On a Japanese cell phone, you type the syllables of hiragana and katakana, and the phone suggests kanji from a list of words you use most frequently. Unlike working in longhand, which requires that an author know the complex strokes for several thousand kanji, and execute them well, writing on a cell phone lowers the barrier for a would-be novelist. The novels are correspondingly easy to read—most would pose no challenge to a ten-year-old—with short lines, simple words, and a repetitive vocabulary. Much of the writing is hiragana, and there is ample blank space to give the eyes a rest. “You’re not trying to pack the screen,” a cell-phone novelist named Rin told me. (Her name, as it happens, actually was borrowed from a dog: her best friend’s Chihuahua.) “You’re changing the line in the middle of sentences, so where you cut the sentence is an essential part. If you’ve got a very quiet scene, you use a lot more of those returns and spaces. When a couple is fighting, you’ll cram the words together and make the screen very crowded.” Quick and slangy, and filled with emoticons and dialogue, the stories have a tossed-off, spoken feel. Satoko Kan, the literature professor, said, “This is the average, ordinary girl talking to herself, the mumblings of her heart.”

The Japanese publishing industry, which shrunk by more than twenty per cent over the past eleven years, has embraced cell-phone books. “Everyone is desperately trying to pursue that lifeboat,” one analyst told me. Even established publishers have started hiring professionals to write for the market, distributing stories serially (often for a fee) on their own Web sites before bringing them out in print. In 2007, ninety-eight cell-phone novels were published. Miraculously, books have become cool accessories. “The cell-phone novel is an extreme success story of how social networks are used to build a product and launch it,” Yoshida, the technology executive, says. “It’s a group effort. Your fans support you and encourage you in the process of creating work—they help build the work. Then they buy the book to reaffirm their relationship to it in the first place.” In October, the cover of Popteen, a magazine aimed at adolescent girls, featured a teenybopper with rhinestone necklaces and pink lipstick and an electric guitar strapped to her chest, wearing a pin that said, “I’d rather be reading.”

There’s something intuitively reactionary about narratives about the decline of popular culture. After all, the same things were said about the early phases of almost any popular genre. Jazz – a music that’s now celebrated for its complexity and aesthetic richness – was, of course, originally dismissed as the wild jungle noise. Certainly, there’s a sense in which the phone novel manifests the intense creativity of ordinary people, turning an everyday object like a telephone into a way to make art.

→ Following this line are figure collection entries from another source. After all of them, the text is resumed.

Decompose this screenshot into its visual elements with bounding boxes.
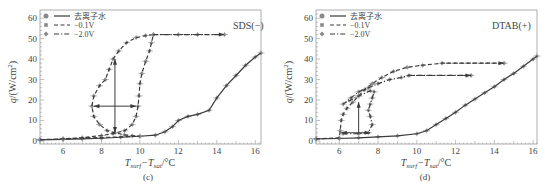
arrowhead-icon	[94, 104, 100, 108]
x-tick-label: 14	[212, 146, 222, 156]
legend-marker-circle-icon	[320, 14, 325, 19]
x-tick-label: 14	[490, 146, 500, 156]
x-tick-label: 12	[174, 146, 183, 156]
annotation-sds: SDS(−)	[233, 20, 264, 32]
y-tick-label: 50	[304, 34, 314, 44]
y-tick-label: 20	[304, 95, 314, 105]
arrowhead-icon	[498, 61, 504, 65]
y-tick-label: 50	[28, 34, 38, 44]
x-tick-label: 6	[337, 146, 342, 156]
x-tick-label: 8	[99, 146, 104, 156]
arrowhead-icon	[357, 102, 361, 108]
legend-marker-square-icon	[44, 23, 48, 27]
y-tick-label: 40	[304, 54, 314, 64]
arrowhead-icon	[219, 32, 225, 36]
chart-panel-c: 68101214160102030405060去离子水−0.1V−2.0V	[28, 10, 265, 156]
legend-entry: −2.0V	[44, 30, 95, 39]
y-tick-label: 0	[33, 136, 38, 146]
legend-marker-diamond-icon	[320, 32, 325, 37]
y-axis-label-c: q/(W/cm2)	[6, 61, 19, 103]
arrowhead-icon	[130, 104, 136, 108]
x-axis-label-d: Tsurf−Tsat/°C	[401, 157, 452, 170]
chart-panel-d: 68101214160102030405060去离子水−0.1V−2.0V	[304, 10, 541, 156]
y-tick-label: 60	[28, 13, 38, 23]
x-axis-label-c: Tsurf−Tsat/°C	[125, 157, 176, 170]
x-tick-label: 10	[135, 146, 145, 156]
y-tick-label: 0	[309, 136, 314, 146]
y-tick-label: 40	[28, 54, 38, 64]
x-tick-label: 16	[251, 146, 261, 156]
legend-label: 去离子水	[350, 11, 382, 21]
arrowhead-icon	[365, 131, 371, 135]
legend-marker-circle-icon	[44, 14, 49, 19]
caption-c: (c)	[143, 172, 153, 182]
series-line	[343, 75, 471, 133]
x-tick-label: 10	[412, 146, 422, 156]
y-tick-label: 10	[304, 115, 314, 125]
annotation-dtab: DTAB(+)	[492, 20, 531, 32]
legend-marker-diamond-icon	[44, 32, 49, 37]
caption-d: (d)	[420, 172, 431, 182]
legend-entry: 去离子水	[44, 11, 107, 21]
series-line	[40, 35, 153, 140]
legend-entry: −0.1V	[44, 21, 94, 30]
x-tick-label: 6	[61, 146, 66, 156]
legend-label: −2.0V	[74, 30, 95, 39]
legend-label: 去离子水	[74, 11, 106, 21]
arrowhead-icon	[465, 73, 471, 77]
legend-marker-square-icon	[320, 23, 324, 27]
series-line	[40, 53, 261, 140]
legend-entry: −2.0V	[320, 30, 371, 39]
x-tick-label: 16	[529, 146, 539, 156]
legend-label: −2.0V	[350, 30, 371, 39]
x-tick-label: 12	[451, 146, 460, 156]
y-tick-label: 30	[28, 75, 38, 85]
legend-entry: −0.1V	[320, 21, 370, 30]
legend-label: −0.1V	[74, 21, 95, 30]
figure: 68101214160102030405060去离子水−0.1V−2.0V 68…	[0, 0, 545, 193]
legend-entry: 去离子水	[320, 11, 383, 21]
legend-label: −0.1V	[350, 21, 371, 30]
y-tick-label: 10	[28, 115, 38, 125]
series-line	[316, 56, 537, 139]
y-tick-label: 30	[304, 75, 314, 85]
x-tick-label: 8	[376, 146, 381, 156]
y-axis-label-d: q/(W/cm2)	[282, 61, 295, 103]
y-tick-label: 20	[28, 95, 38, 105]
y-tick-label: 60	[304, 13, 314, 23]
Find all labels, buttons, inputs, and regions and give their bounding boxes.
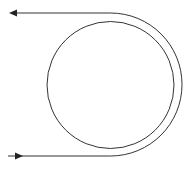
loop-diagram: [0, 0, 193, 169]
background: [0, 0, 193, 169]
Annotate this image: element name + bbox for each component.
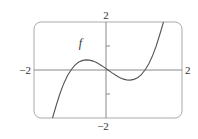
function-label-f: f xyxy=(79,36,84,50)
y-max-label: 2 xyxy=(103,9,109,21)
x-max-label: 2 xyxy=(185,64,191,76)
y-min-label: −2 xyxy=(97,120,109,132)
x-min-label: −2 xyxy=(19,64,31,76)
function-graph: −2 2 2 −2 f xyxy=(0,0,198,139)
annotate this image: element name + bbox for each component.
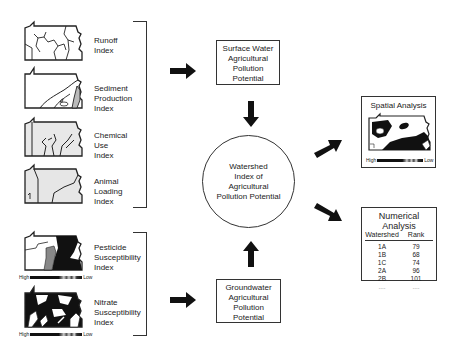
column-header-rank: Rank (399, 231, 433, 239)
box-line: Agricultural (217, 293, 280, 303)
rank-cell: 74 (399, 259, 433, 267)
box-line: Agricultural (217, 54, 279, 64)
rank-cell: .... (399, 283, 433, 291)
legend-low: Low (424, 157, 433, 163)
table-row: 1C 74 (365, 259, 433, 267)
surface-indices-bracket (133, 21, 147, 208)
box-line: Potential (217, 74, 279, 84)
numerical-table-header: Watershed Rank (365, 231, 433, 241)
nitrate-map (24, 287, 84, 329)
arrow-up-icon (243, 241, 259, 267)
arrow-down-right-icon (314, 203, 342, 225)
table-row: 2B 101 (365, 275, 433, 283)
arrow-right-icon (170, 292, 196, 308)
sediment-map (24, 68, 84, 110)
surface-water-box: Surface Water Agricultural Pollution Pot… (216, 40, 280, 85)
watershed-cell: .... (365, 283, 399, 291)
watershed-cell: 2B (365, 275, 399, 283)
watershed-cell: 1B (365, 251, 399, 259)
box-line: Potential (217, 313, 280, 323)
legend-gradient-bar (377, 159, 423, 162)
numerical-table-body: 1A 79 1B 68 1C 74 2A 96 2B 101 .... .... (362, 243, 436, 291)
label-line: Animal (94, 177, 122, 187)
label-line: Sediment (94, 84, 132, 94)
label-line: Production (94, 94, 132, 104)
column-header-watershed: Watershed (365, 231, 399, 239)
spatial-analysis-title: Spatial Analysis (362, 101, 435, 111)
arrow-right-icon (170, 63, 196, 79)
pesticide-map (24, 232, 84, 272)
legend-gradient-bar (30, 333, 82, 336)
rank-cell: 96 (399, 267, 433, 275)
runoff-index-label: Runoff Index (94, 36, 117, 56)
circle-line: Agricultural (228, 182, 268, 192)
watershed-cell: 1A (365, 243, 399, 251)
label-line: Index (94, 197, 122, 207)
box-line: Surface Water (217, 44, 279, 54)
legend-gradient-bar (30, 276, 82, 279)
label-line: Index (94, 104, 132, 114)
table-row: 1A 79 (365, 243, 433, 251)
groundwater-box: Groundwater Agricultural Pollution Poten… (216, 279, 281, 323)
arrow-up-right-icon (314, 137, 342, 159)
legend-low: Low (83, 331, 92, 337)
circle-line: Pollution Potential (216, 192, 280, 202)
animal-loading-index-label: Animal Loading Index (94, 177, 122, 207)
numerical-analysis-title: Numerical Analysis (362, 211, 436, 231)
watershed-cell: 2A (365, 267, 399, 275)
label-line: Index (94, 46, 117, 56)
spatial-analysis-panel: Spatial Analysis High Low (361, 96, 436, 168)
table-row: 1B 68 (365, 251, 433, 259)
rank-cell: 79 (399, 243, 433, 251)
legend-high: High (366, 157, 376, 163)
chemical-use-index-label: Chemical Use Index (94, 131, 127, 161)
label-line: Runoff (94, 36, 117, 46)
legend-high: High (19, 331, 29, 337)
label-line: Chemical (94, 131, 127, 141)
sediment-index-label: Sediment Production Index (94, 84, 132, 114)
spatial-analysis-map (368, 114, 432, 152)
watershed-cell: 1C (365, 259, 399, 267)
circle-line: Index of (234, 172, 262, 182)
label-line: Loading (94, 187, 122, 197)
box-line: Pollution (217, 303, 280, 313)
runoff-map (24, 22, 84, 62)
numerical-analysis-panel: Numerical Analysis Watershed Rank 1A 79 … (361, 207, 437, 281)
arrow-down-icon (243, 101, 259, 127)
legend-high: High (19, 274, 29, 280)
box-line: Pollution (217, 64, 279, 74)
legend-low: Low (83, 274, 92, 280)
ground-indices-bracket (133, 232, 147, 336)
box-line: Groundwater (217, 283, 280, 293)
pesticide-legend: High Low (19, 274, 92, 280)
circle-line: Watershed (229, 162, 267, 172)
spatial-legend: High Low (366, 157, 433, 163)
chemical-use-map (24, 118, 84, 158)
label-line: Index (94, 151, 127, 161)
label-line: Use (94, 141, 127, 151)
rank-cell: 101 (399, 275, 433, 283)
table-row-ellipsis: .... .... (365, 283, 433, 291)
table-row: 2A 96 (365, 267, 433, 275)
watershed-index-circle: Watershed Index of Agricultural Pollutio… (202, 135, 295, 228)
rank-cell: 68 (399, 251, 433, 259)
animal-loading-map (24, 165, 84, 205)
nitrate-legend: High Low (19, 331, 92, 337)
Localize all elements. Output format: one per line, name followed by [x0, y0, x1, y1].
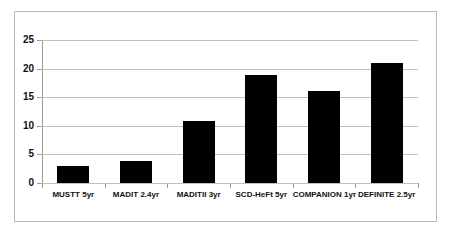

All the same, you do wonder about whether literary publishing can survive solely by chasing every new development. At some point, one would think, it has to indentify what the literary novel does well — and then find some way to make that relevant to a broader segment of the population.

Overland is a not-for-profit magazine with a proud history of supporting writers, and publishing ideas and voices often excluded from other places.

If you like this piece, or support Overland’s work in general, please subscribe or donate.

Jeff Sparrow is a Walkley Award-winning writer, broadcaster and former editor of Overland.